All businesses are people businesses. The level of customer service depends entirely on the qualities of the people delivering it. Honesty, determination and dedication are among the most important characteristics in a good employee. Punctuality, charm and all that sort of thing are valuable, as is the ability to anticipate the customer's needs. All these fine attributes, however, must be tempered with flexibility and the ability to listen, or they are for naught. An example might make the point.
The locus of the story is a 13th century convent in Lisbon, Portugal, some years ago. The ancient building had been turned into a "Pousada," one of a chain of national treasures, the absolute top end of the international hospitality experience. Antique furniture, fine dining and all-around smarminess: the currency of fine travel experiences.
Due to foreign-exchange fluctuations, rooms in the convents, castles, knights' barracks and other stunning accommodations all over Portugal cost about $8 a night in real money at the time we stayed there. The guests were titled gentry, oil barons and insurance executives, and we were just human garbage (and still are).
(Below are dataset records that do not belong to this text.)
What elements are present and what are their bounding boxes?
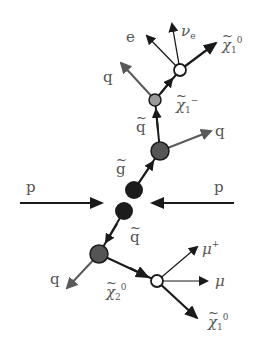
label-chargino-text: χ bbox=[176, 98, 185, 113]
label-neutralino2-text: χ bbox=[106, 285, 115, 300]
squark-node-lower bbox=[90, 245, 108, 263]
label-neutralino1-top-sub: 1 bbox=[231, 45, 237, 55]
neutralino2-decay-node bbox=[151, 275, 163, 287]
label-proton-left: p bbox=[26, 180, 36, 195]
label-proton-right: p bbox=[214, 180, 224, 195]
squark-node-upper bbox=[151, 142, 169, 160]
label-electron: e bbox=[126, 30, 135, 45]
label-quark-upper-left: q bbox=[103, 70, 113, 85]
label-muon: μ bbox=[215, 274, 225, 289]
label-gluino-text: g bbox=[116, 162, 126, 177]
label-muon-plus-sup: + bbox=[212, 239, 220, 249]
label-squark-lower-text: q bbox=[130, 230, 140, 245]
label-neutralino1-bottom-text: χ bbox=[208, 315, 217, 330]
gluino-arrow-up bbox=[138, 162, 153, 184]
squark-arrow-up bbox=[156, 110, 158, 130]
chargino-decay-node bbox=[174, 64, 186, 76]
neutralino1-bottom-arrow bbox=[157, 281, 197, 318]
label-neutralino2-sub: 2 bbox=[115, 292, 121, 302]
label-gluino: g bbox=[116, 162, 126, 177]
label-quark-upper-right: q bbox=[215, 124, 225, 139]
label-neutralino1-top-text: χ bbox=[222, 38, 231, 53]
label-squark-lower: q bbox=[130, 230, 140, 245]
label-squark-upper: q bbox=[136, 120, 146, 135]
label-muon-plus-text: μ bbox=[202, 240, 212, 258]
neutralino2-arrow bbox=[130, 268, 148, 277]
muon-plus-arrow bbox=[157, 247, 197, 281]
label-neutrino: νe bbox=[181, 24, 195, 41]
label-neutralino2-sup: 0 bbox=[121, 282, 127, 292]
label-chargino-sub: 1 bbox=[185, 105, 191, 115]
label-neutralino1-bottom: χ10 bbox=[208, 313, 229, 332]
label-neutralino1-top: χ10 bbox=[222, 36, 243, 55]
feynman-diagram: p p g q q χ1− q e νe χ10 q q χ20 μ+ μ χ1… bbox=[0, 0, 260, 345]
gluino-node-upper bbox=[125, 181, 143, 199]
squark-arrow-down bbox=[106, 224, 117, 242]
label-muon-plus: μ+ bbox=[202, 240, 219, 257]
label-chargino-sup: − bbox=[191, 95, 199, 105]
label-neutrino-text: ν bbox=[181, 22, 190, 40]
chargino-arrow bbox=[161, 79, 172, 93]
label-chargino: χ1− bbox=[176, 96, 198, 115]
label-quark-lower-left: q bbox=[50, 272, 60, 287]
label-neutralino2: χ20 bbox=[106, 283, 127, 302]
label-neutrino-sub: e bbox=[190, 31, 195, 41]
label-squark-upper-text: q bbox=[136, 120, 146, 135]
diagram-graphics bbox=[0, 0, 260, 345]
label-neutralino1-top-sup: 0 bbox=[237, 35, 243, 45]
quark-arrow-upper-left bbox=[121, 63, 155, 100]
gluino-node-lower bbox=[115, 202, 133, 220]
chargino-node bbox=[149, 94, 161, 106]
label-neutralino1-bottom-sup: 0 bbox=[223, 312, 229, 322]
label-neutralino1-bottom-sub: 1 bbox=[217, 322, 223, 332]
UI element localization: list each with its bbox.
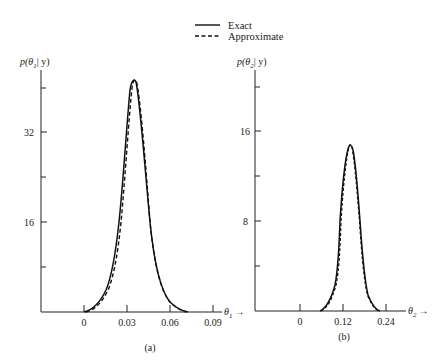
panel-a-y-ticks	[41, 88, 47, 267]
panel-a-caption: (a)	[144, 342, 155, 354]
panel-b-ytick-8: 8	[243, 216, 248, 227]
legend-label-approximate: Approximate	[228, 31, 284, 42]
panel-b-y-ticks	[255, 87, 261, 266]
panel-b-ytick-16: 16	[240, 126, 250, 137]
panel-a: p(θ1| y) 32 16 0 0.03 0.06 0.09 θ1→ (a)	[19, 56, 244, 354]
panel-a-approximate-curve	[86, 80, 186, 312]
legend-label-exact: Exact	[228, 20, 252, 31]
panel-b-ylabel: p(θ2| y)	[236, 56, 267, 70]
panel-b-xtick-024: 0.24	[377, 316, 395, 327]
panel-a-x-ticks	[84, 305, 213, 312]
panel-a-xtick-009: 0.09	[204, 317, 222, 328]
panel-b-caption: (b)	[338, 331, 350, 343]
panel-a-xlabel: θ1→	[224, 306, 244, 320]
panel-b-xtick-012: 0.12	[334, 316, 352, 327]
panel-a-ytick-16: 16	[24, 217, 34, 228]
figure: Exact Approximate p(θ1| y) 32 16 0 0.03	[0, 0, 448, 361]
panel-b-exact-curve	[320, 145, 380, 311]
panel-a-ytick-32: 32	[24, 127, 34, 138]
panel-b-approximate-curve	[321, 145, 380, 311]
panel-a-xtick-006: 0.06	[161, 317, 179, 328]
panel-a-exact-curve	[84, 80, 188, 312]
panel-a-xtick-0: 0	[82, 317, 87, 328]
legend: Exact Approximate	[195, 20, 284, 42]
panel-a-xtick-003: 0.03	[118, 317, 136, 328]
panel-b-xlabel: θ2→	[408, 305, 428, 319]
panel-b-xtick-0: 0	[298, 316, 303, 327]
panel-b: p(θ2| y) 16 8 0 0.12 0.24 θ2→ (b)	[236, 56, 428, 343]
panel-a-ylabel: p(θ1| y)	[19, 56, 50, 70]
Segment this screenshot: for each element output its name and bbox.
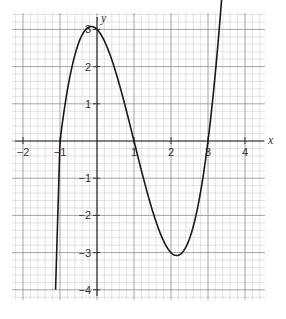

But the wonder of capitalism is that, if you can afford it, they have to bow and scrape and treat you as if you matter.
A cheap airfare from Bermuda, via Moscow and Nairobi, landed us in Lisbon at about 2 a.m., and we arrived at the darkened Pousada two hours later. At the front desk dozed a night watchman, whose English was limited to speaking Portuguese, the exact reverse of our condition. I established that we just wanted to crash, and hold all my calls, please, and thank you. We went upstairs and fell into a pair of 13th century beds, with 13th century mattresses, but we were too tired to care.
At 7 o'clock in the morning, just as I had slumped into the deepest category of REM ever recorded, the telephone rang, its jangling echoing hellishly around the uncarpeted room. I came to and picked up the phone. A woman started screaming in my ear: "You wan' your brekfess tray, Mr. Cramble?" No, I did not, thanks awfully, I said. I put the phone down and slumped back to sleep.
Exactly an hour later, the phone rang again. I was very seriously not amused. "Yes?" I asked, in a grave voice.
"You wan' your brekfess tray, Mr. Crimple?" screamed the same voice I'd heard earlier. This time, I explained more firmly in several languages that no, I did not want my breakfast tray, thanks all the same. She should save up the trays for three days, I said, and then we would eat them all at once, I told her. I went on and on until she seemed to grasp the idea.
At 9 o'clock, sure enough, the phone rang. "You wan' your brekfess tray, Mr. Gramble?" she demanded to know. And at 10 o'clock: "You wan' your brekfess tray, Mr. Grumble?"
It was a pretty fair guess that it would happen again at 11 o'clock, so there was no point in going back to sleep, even if I could. The whole business had made my head hurt. Instead of sleeping, I padded up and down with a dictionary in hand, preparing a short, simple statement in Portuguese that would solve all our problems. The basic message was that we were deeply religious people and we were fasting. Clever, huh?
At 11 o'clock, of course, the phone did not ring. This did little to help my mood, but at about quarter past, I was over it and figured we were home free. Laying my aching bones down to finally catch some shut-eye, I quickly fell into a coma.
At noon, the phone rang once more. The woman screamed: "You wan' your lanche tray, Mr. Cramp?"
ROGER CROMBIE,
the alternative risk columnist for Risk & Insurance®, lives in Bermuda.